The conference delegates envisioned the campaign against the ABC as a true-grassroots effort.


Madar gave the history of bowling in the United States, noting that in its present charter it had the following clause:


City associations shall be composed of teams with membership of

three or more individuals of the white male sex who are members

of a league or leagues bowling a game of American ten pins
 
weekly or bi-weekly.

This clause, said Madar, was the reason for the organization of the National Committee for Fair Play in Bowling, and that, since within the UAW-CIO labor movement there were lots of people of Chinese, Hawaiian, Filipino, Japanese, and Negro ancestry, the UAW-CIO organization was opposed to this clause in the ABC's charter.

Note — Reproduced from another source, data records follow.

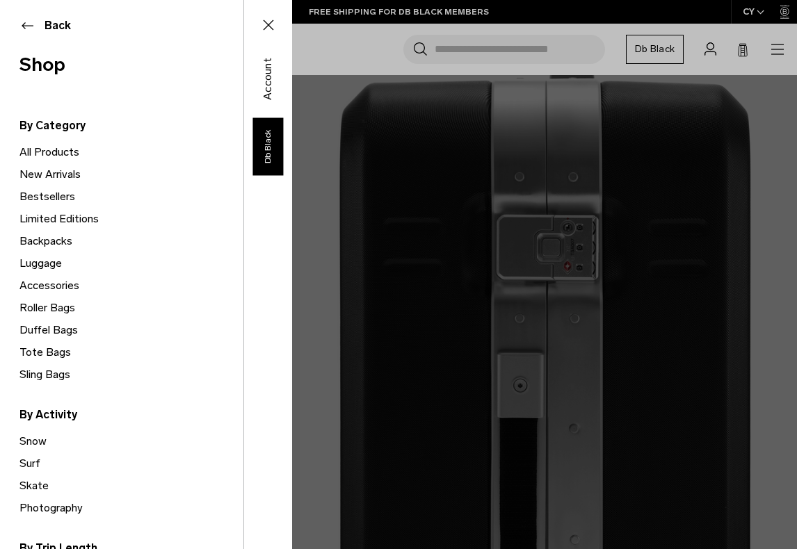 The width and height of the screenshot is (797, 549). I want to click on a: Db Black, so click(268, 146).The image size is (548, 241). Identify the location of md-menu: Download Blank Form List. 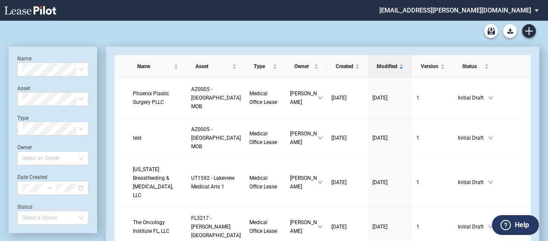
(510, 31).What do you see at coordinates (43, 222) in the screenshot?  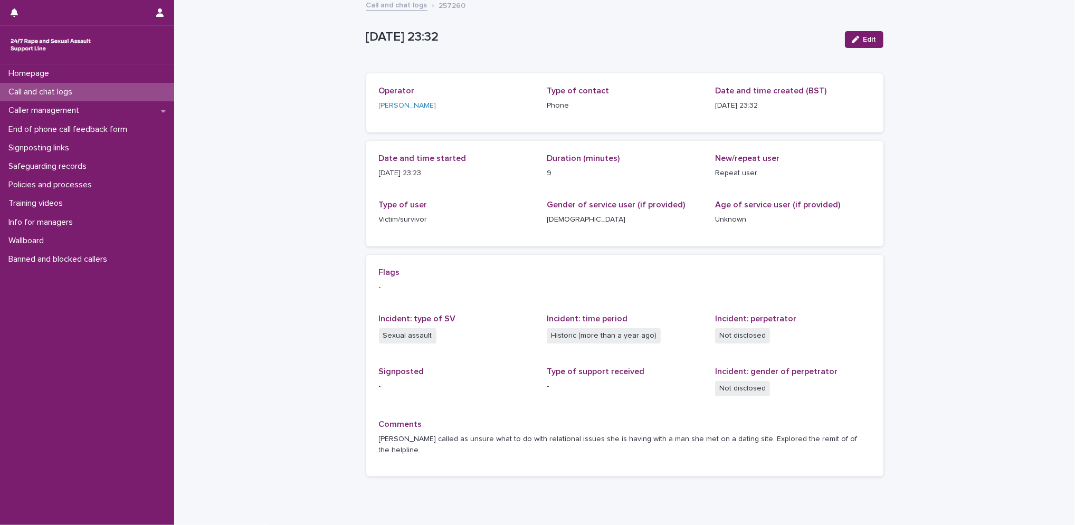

The various members of all the organizations who had participated with the National Committee for Fair Play in Bowling in its sterling efforts to integrate the ABC, could congratulate themselves. They had played a pivotal role in the campaign to integrate the ABC, had worked hard in an ecumenical manner, and had set an important example for other cities in the fight to integrate a major American sport.

http://www.thefreelibrary.com/The+integration+of+the+American+Bowling+Congress%3A+the+Buffalo...-a0135210752

She was also active in organizing community recreation programs. Her projects included preservation of Michigan’s Porcupine Mountains, Sleeping Bear Dune Parks, and the clean-up of Lake Erie.

Many labor unions would show their support of Earth Day and become important constituencies in the modern environmental movement. The UAW led the pack.


"Don't be a 'cop-out' or a 'drop-out' in the struggle for survival. Only if you, in the UAW spirit of concern for the community, join with your neighbors in the fight to control pollution, can we insure the quality of our future environment. "- Olga Madar

Madar was named to the UAW International Executive Board in 1966. She was also the first woman elected as the union’s vice president in 1970.


Olga also started the Coalition of Labor Union Women, and was their first national president. The impetus for the formation of CLUW came in June 1973 when women labor union leaders, led by Olga Madar of the United Auto Workers and Addie Wyatt of the United Food and Commercial Workers met to discuss the formation of a new AFL-CIO body to create a more effective voice for women in the labor movement. More than 3,000 women attended the conference.

Olga was inducted into the Michigan Women’s Hall of Fame in 1989 because of her many efforts throughout her life time.


She dedicated her life to the betterment of the working class, not only in the work place but also in the community.